Cold email is the workhorse of B2B lead gen — but only if it lands in the inbox. B2B volume (hundreds of emails a day across clients) requires real sending infrastructure. Get this right and everything works; get it wrong and your campaigns die in spam.
Never send from your main domain
Cold outreach can hurt a domain's reputation. Keep your primary domain clean (your website/brand) and send cold email from secondary domains. If a sending domain gets flagged, your brand is safe.
The setup
- Buy 1–3 secondary domains — variations of your brand (yourbrand.co, get-yourbrand.com, tryyourbrand.com).
- Create 2–3 inboxes per domain via Google Workspace or Microsoft 365.
- Authenticate each: set up SPF, DKIM and DMARC DNS records. These prove your mail is legitimate and dramatically improve inbox placement.
- Warm up every inbox for ~1–2 weeks before real sending (warmup tools auto-send/reply small volumes to build trust). Start this on day one.
Volume & safety rules
- Cap each inbox at a modest daily volume (e.g. ~20–40 cold emails/day).
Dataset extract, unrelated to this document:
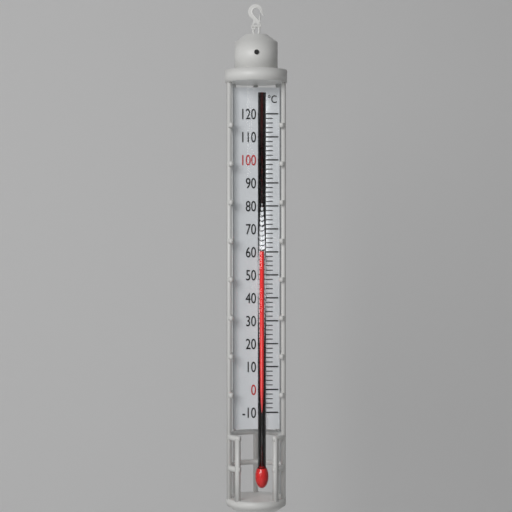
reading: 60 °C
To scale, add inboxes — never blast one.
- Only email verified addresses — guessed ones bounce and wreck reputation (this is why Scrupp verifies emails in Module 4).
- Keep bounce rate low — remove bounces immediately.
- Always offer an easy opt-out and honor it (it's also the law).
The math of scaling
Inboxes are your throughput. 6 inboxes × 30 emails/day = ~180 sends/day = thousands of prospects a month per client. You scale by adding inboxes and domains, not by overloading existing ones.
Order of operations: buy secondary domains → create inboxes → add SPF/DKIM/DMARC → warm up → only then start outreach. The warmup clock is why you set this up in week 1.
Next: a simple offer page and booking link so interested prospects and clients can act in one click.